Around 7:33 A.M. I tell a child to stop calling another “gay” even though he’s probably right.
Around 8:31 A.M. I shout “Girls, stay off the pole,” as the girls swing around the tetherball pole. My coworker glances at me and raises her eyebrow with a laugh.
At 9:00 A.M. I leave work, ready to savor the short amount of free time before my classes start. I suddenly remember I need to get gas, and lose some of that free time.
Halfway through lecture I realize I still haven’t eaten breakfast.
I spend the break between classes taking trips to the bank and post office.
Halfway through my second class I realize I still haven’t eaten breakfast… or lunch.
Throughout my day I exchange text messages with people I know I shouldn’t be talking to. I talk to them anyway, knowing that my conversations with them are helping to restore sanity and balance into their lives. I know that once they are repaired and functional, my job will be done. They will have no further use of me and we will fall out of touch. I accept this as okay even though I know it isn’t. I feel responsible for the well-being of these people in the same way I feel responsible for the children at work. This probably isn’t normal or healthy. I make a mental note to spend more time worrying that I describe most of my behavior as abnormal and unhealthy.
At 4:00 P.M. I go to work at my other job, a health sciences library. My coworker sharing the front desk with me is one of the newer recruits, and has yet to get used to my bizarre behavior and intentionally awkward oversharing. My previous coworkers were just as weird as me and understood. I miss that.
A woman comes in looking for a book. I do my best to help her, turning the monitor to her so she can see what I’m doing as I search the catalog. As our search for the book continues to yield no results, she becomes angry, misplacing her anger towards me instead of the situation. Like the discussion with the mother in the morning, this woman and I share the same goal but aren’t working cohesively to achieve it. I bite my tongue to restrain the laughter trying to escape from my mouth, because the entire situation just seems so incredibly ludicrous to me.
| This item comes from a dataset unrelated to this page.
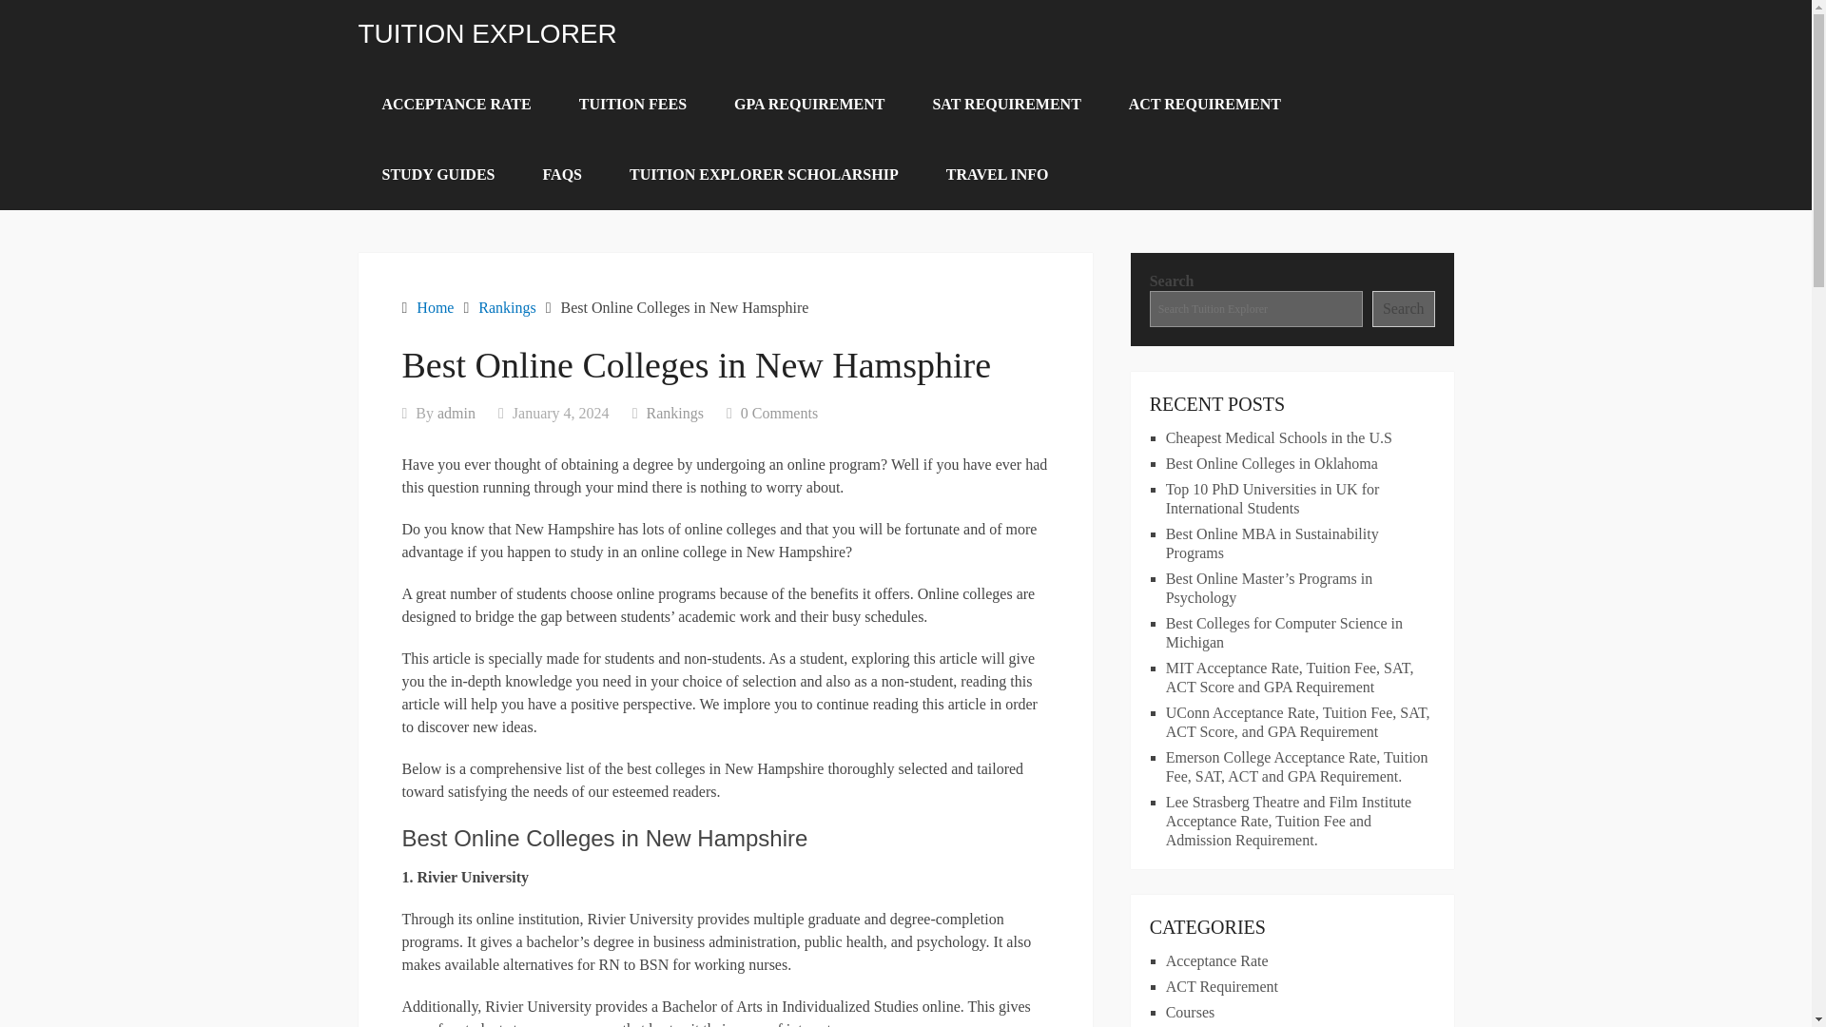 This screenshot has height=1027, width=1826. Describe the element at coordinates (456, 105) in the screenshot. I see `ACCEPTANCE RATE` at that location.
At 6:04 P.M. I realize I still haven’t eaten breakfast… or lunch… or dinner. I go across the street and buy some overpriced Chinese food. Some Wednesdays it will be overpriced Italian food. Other Wednesdays it will be overpriced deli food.
When I’m not conversing with coworkers or assisting patrons, I take advantage of the library’s silence, reading books about skinheads and drunk rednecks and sexual deviants and prison inmates, the kind of stories that I relate to even though the lives of the characters are so different than my own.
At 11:45 P.M. I get on the intercom to tell everyone it’s time to get the fuck out of my library. I wonder if I actually said “fuck” or was just thinking it. I make a mental note to eat more. I make a mental note to sleep more. I turn off the lights and wish my coworkers good night.
I get home at 12:07 A.M. and make sure my alarm is set for 6:00 A.M. I crawl into bed exhausted, but relaxed.
As I begin to drift into the immaterial void of sleep, a nagging thought begins to scratch the insides of my head.
What did I forget to do today? Wasn't I supposed to like, hump something? That's what people do on Wednesdays, right? No... it wasn't humping, it was something else...
There’s a stirring in my gut and I remember. I climb out of bed and walk to the bathroom.
Because nothing ends a day better than a late-night poop.